WLADISLAW SZPILMAN (1911-2000): Suite The Life of Machines, ALEXANDER MOSOLOV (1900-1973): Sonata No. 4, NIKOLAI ROSLAVETS (1881-1944): Sonata No. 2, GEORGE ANTHEIL (1900-1959): Sonatina "Death of the Machines", Sonata No. 4, CONLON NANCARROW (1912-1997): Sonatina.

Catalogue Number: 03J010
Label: EDA
Reference: 28
Format: CD
Price: $18.98
Description: Using Szpilman's title as title of the collection, this program of modern piano music from Roslavets' 1916 sonata to Antheil's of 1948 is intended as a glimpse at the effect on composers of the mechanization of society, a problem many authors and artists began to deal with in the late 19th century but which the horrors of World War I seem to have finally brought home to musicians.
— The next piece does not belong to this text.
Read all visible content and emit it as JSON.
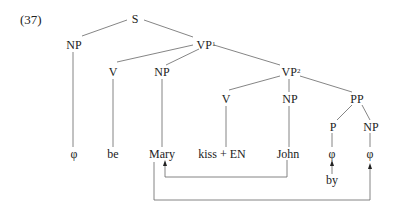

Not all of this music is "machine music" - Roslavets' unfinished and unpublished sonata (only discovered in the 1990s) is an example of his use of a "synthetic chord" (inspired, of course, by Scriabin) out of which the entire 17-minute work develops - and not all of it sees something sinister in the machine. Szpilman's 1933 suite (both it and the Roslavets are not otherwise available on CD) is actually good-natured, like a cute little perpetual-motion machine happily humming along - the exact opposite of Antheil's brief 1922 depiction of machines breaking down. Nothing else here is exactly standard repertoire (this is the only available recorded composition by Szpilman who was, of course the real-life pianist in Roman Polanski's film The Pianist) and EDA, as always, provides lengthy (almost nine pages in English), detailed and well-translated notes. Vladimir Stoupel (piano).